[[ Study material, beginning ]]

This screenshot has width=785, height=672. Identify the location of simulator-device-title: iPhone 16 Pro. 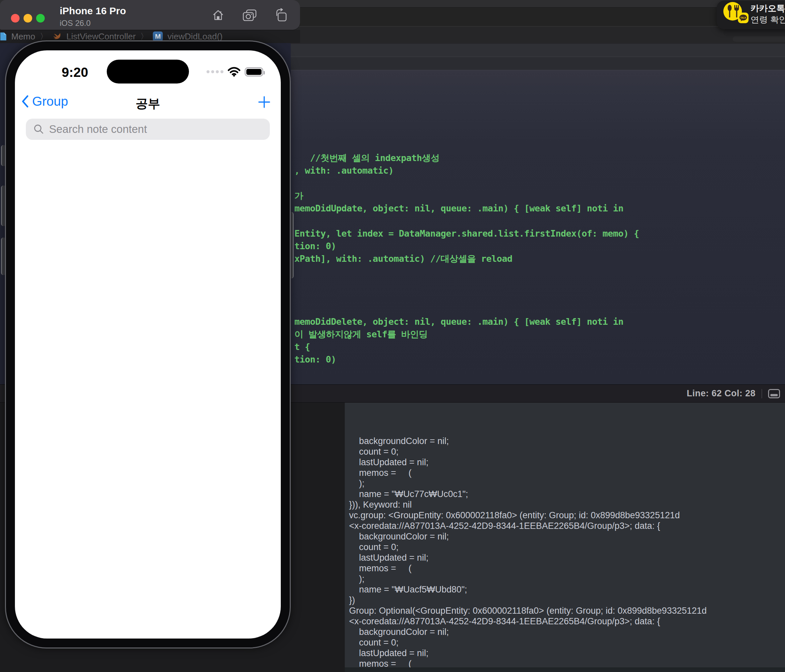
(93, 11).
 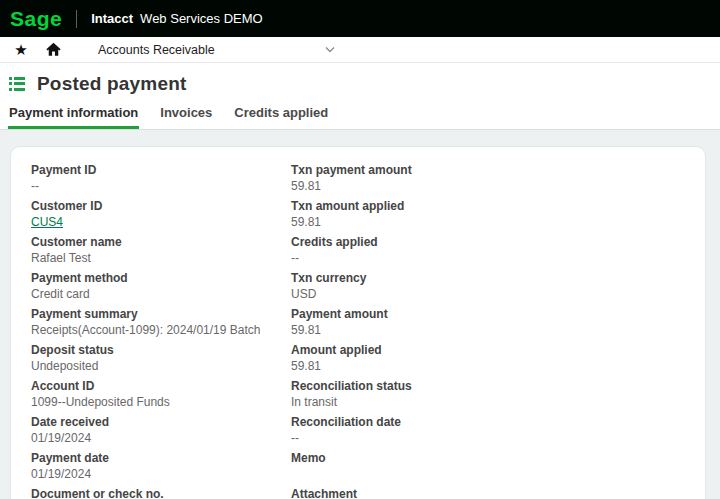 What do you see at coordinates (330, 50) in the screenshot?
I see `chevron-down-icon` at bounding box center [330, 50].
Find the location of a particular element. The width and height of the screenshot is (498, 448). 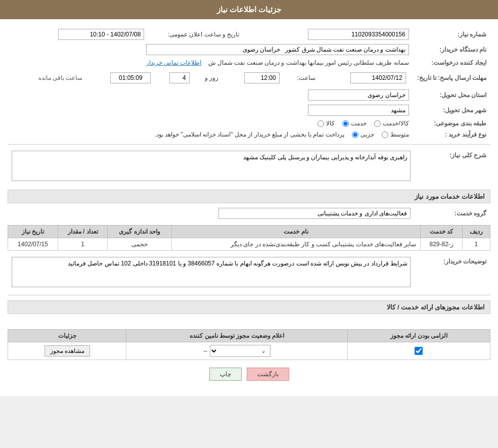

col-row-num: ردیف is located at coordinates (476, 232).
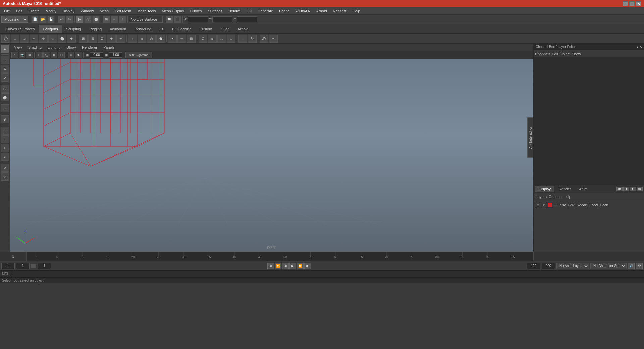 Image resolution: width=644 pixels, height=349 pixels. Describe the element at coordinates (639, 4) in the screenshot. I see `close-button: ✕` at that location.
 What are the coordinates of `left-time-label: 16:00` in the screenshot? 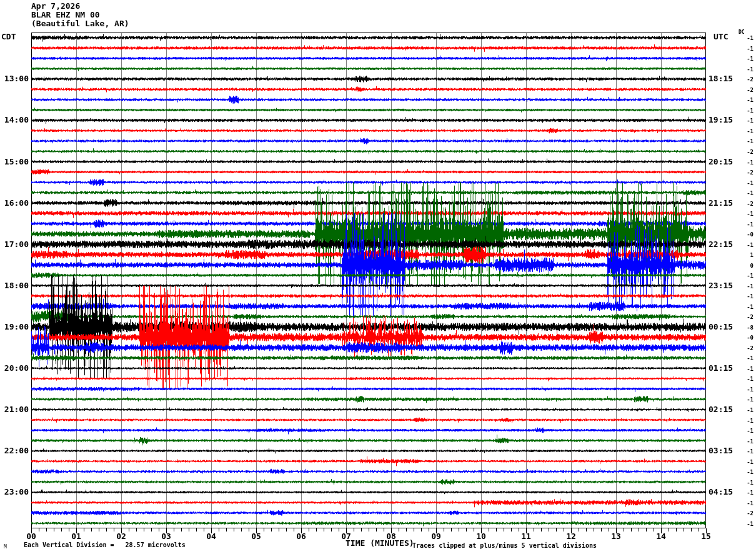 It's located at (14, 203).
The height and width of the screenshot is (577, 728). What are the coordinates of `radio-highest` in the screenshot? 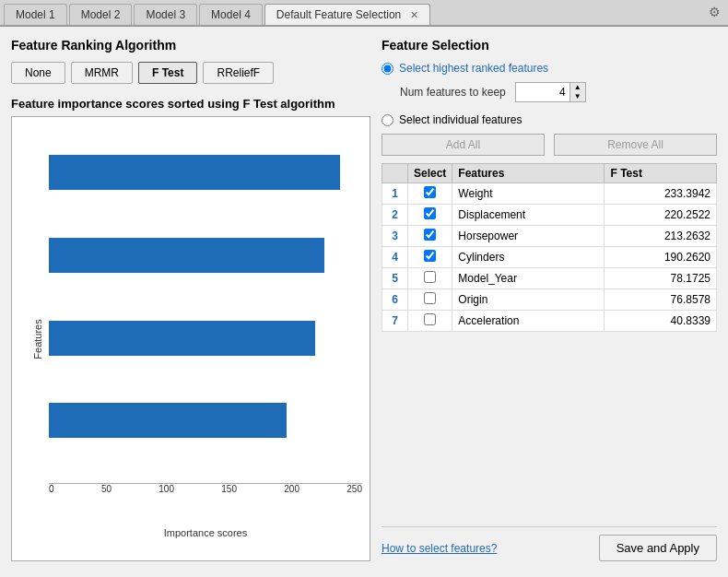 It's located at (387, 68).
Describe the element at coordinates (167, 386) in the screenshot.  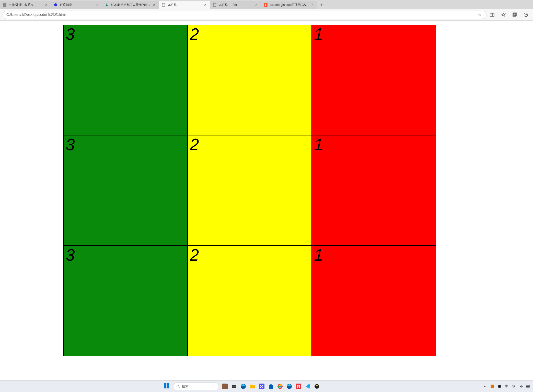
I see `start-button-icon` at that location.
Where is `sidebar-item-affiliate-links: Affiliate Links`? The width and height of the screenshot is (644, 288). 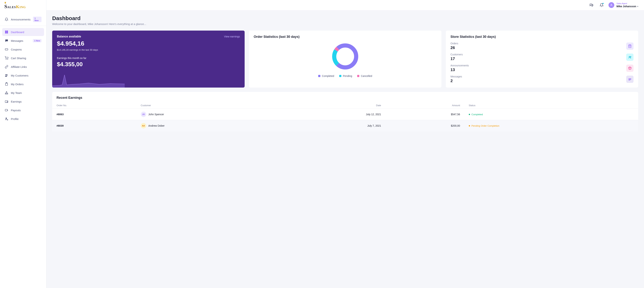 sidebar-item-affiliate-links: Affiliate Links is located at coordinates (23, 67).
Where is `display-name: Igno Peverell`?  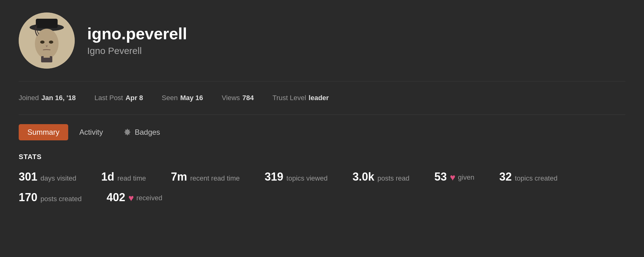 display-name: Igno Peverell is located at coordinates (137, 51).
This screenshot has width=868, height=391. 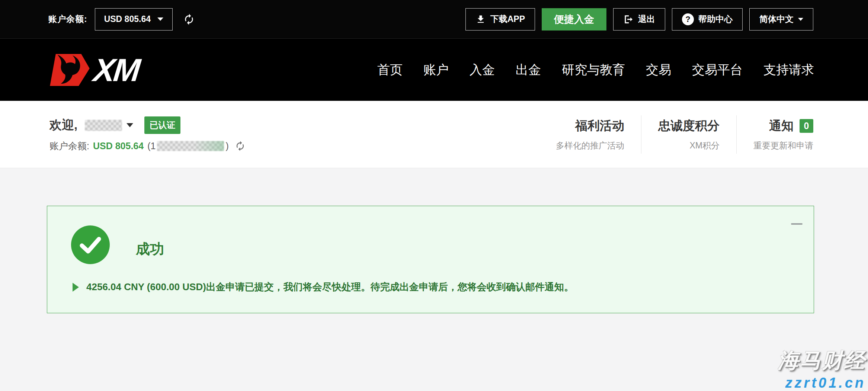 What do you see at coordinates (822, 361) in the screenshot?
I see `watermark-brand-text: 海马财经` at bounding box center [822, 361].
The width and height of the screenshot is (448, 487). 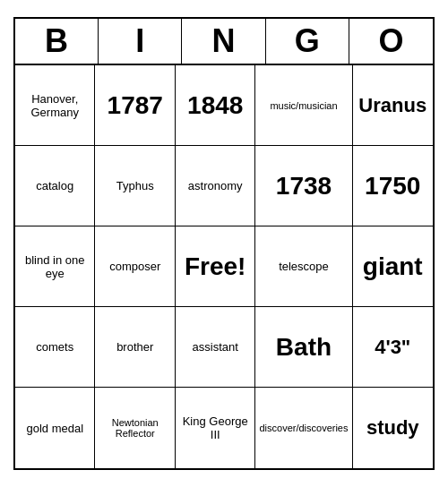 What do you see at coordinates (56, 347) in the screenshot?
I see `bingo-cell: comets` at bounding box center [56, 347].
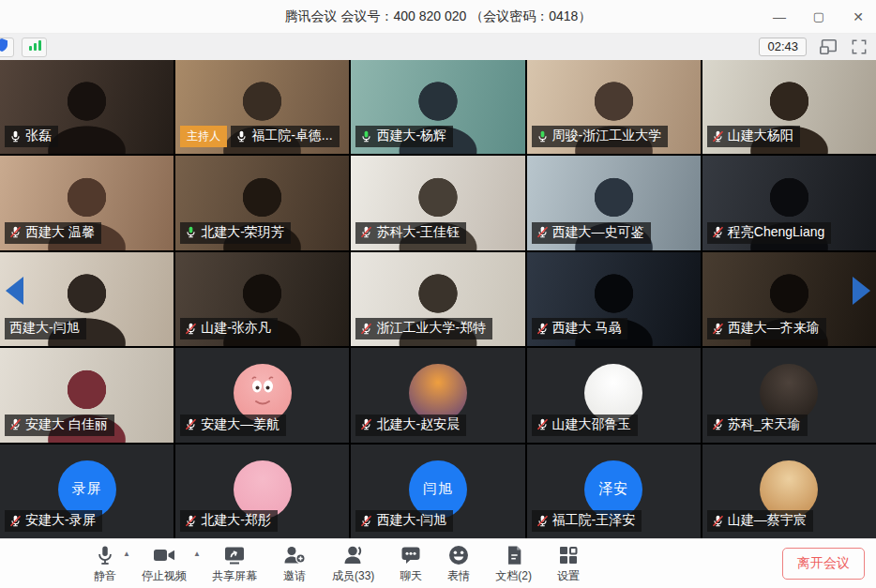 This screenshot has height=588, width=876. What do you see at coordinates (790, 491) in the screenshot?
I see `video-tile: 山建—蔡宇宸` at bounding box center [790, 491].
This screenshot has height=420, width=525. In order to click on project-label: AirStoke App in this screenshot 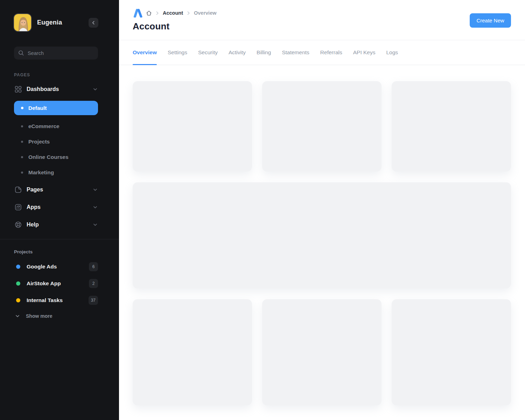, I will do `click(44, 284)`.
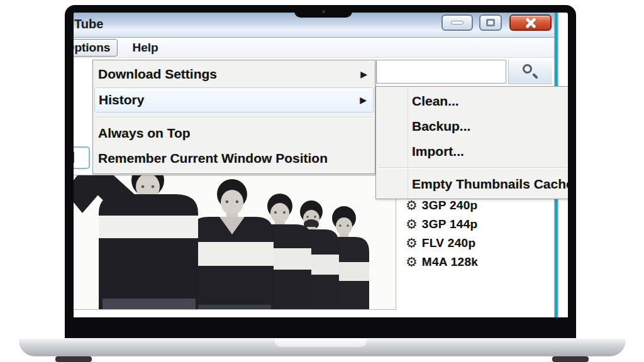  Describe the element at coordinates (441, 72) in the screenshot. I see `search-input` at that location.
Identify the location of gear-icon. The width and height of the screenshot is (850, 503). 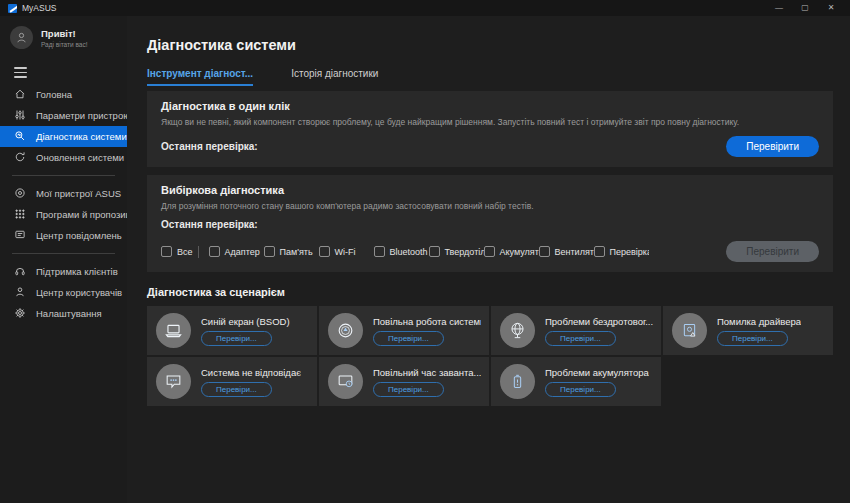
(20, 313).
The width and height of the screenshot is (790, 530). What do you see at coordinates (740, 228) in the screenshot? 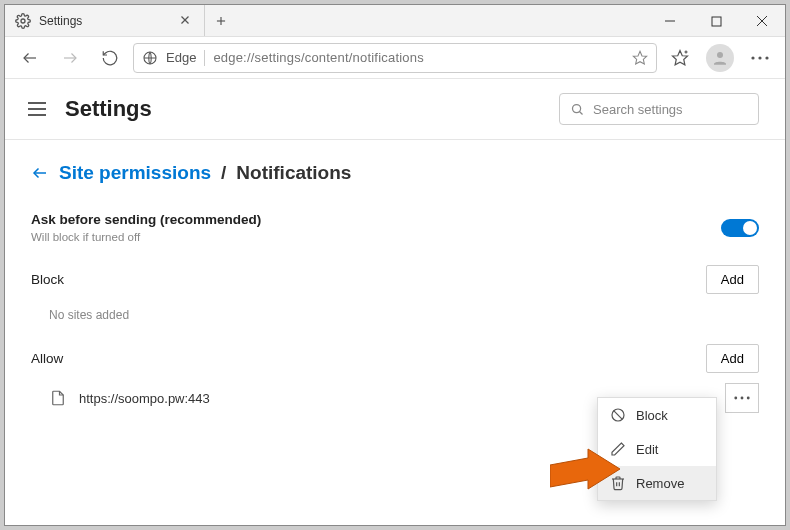
I see `ask-toggle` at bounding box center [740, 228].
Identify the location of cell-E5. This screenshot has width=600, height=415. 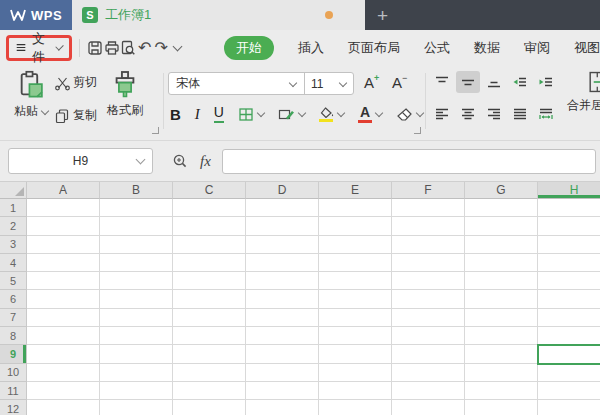
(356, 281).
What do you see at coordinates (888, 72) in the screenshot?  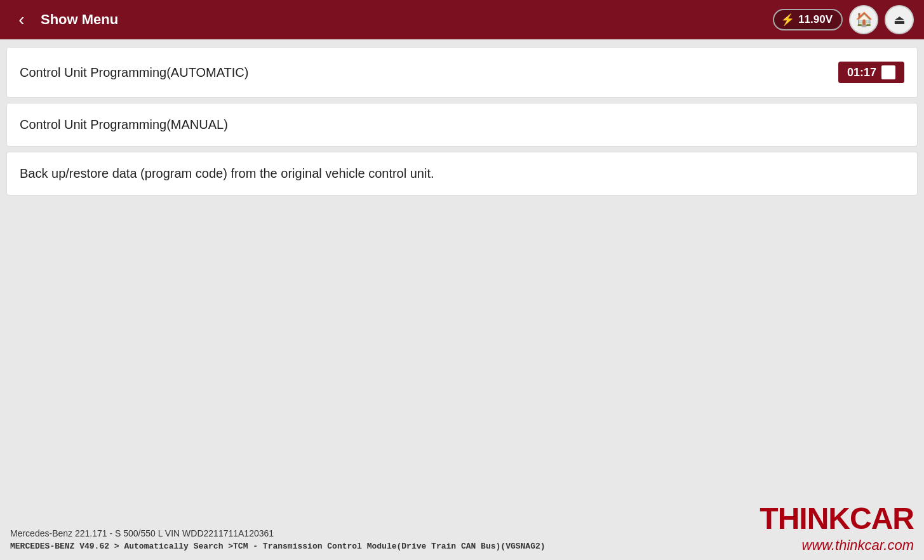 I see `timer-square-icon` at bounding box center [888, 72].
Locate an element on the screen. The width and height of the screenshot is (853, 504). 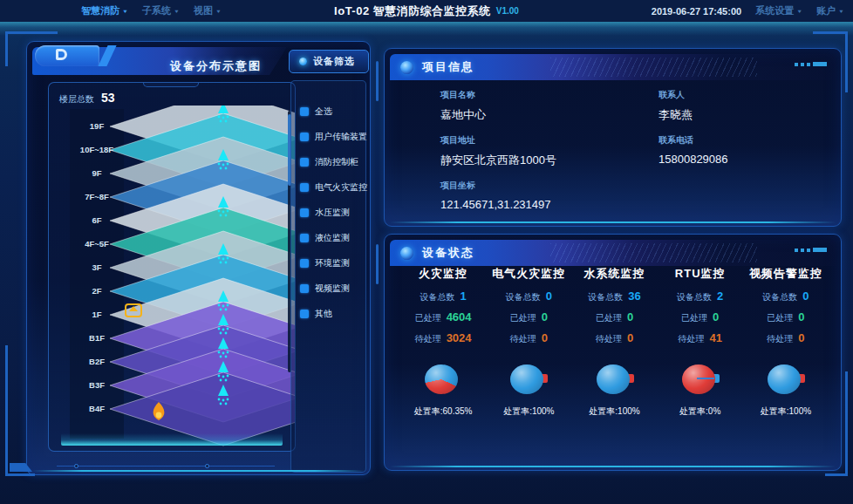
status-column-视频告警监控: 视频告警监控 设备总数 0 已处理 0 待处理 0 处置率:100% is located at coordinates (786, 342).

[[ Study material, end ]]

Your task is to give again, unchanged, the lines from the line that contains "Locate an element" to the end of the records. Include both end lines but no pictures.

• Answer box
Locate an element on the screen. The width and height of the screenshot is (853, 504). 
status-column-视频告警监控: 视频告警监控 设备总数 0 已处理 0 待处理 0 处置率:100% is located at coordinates (786, 342).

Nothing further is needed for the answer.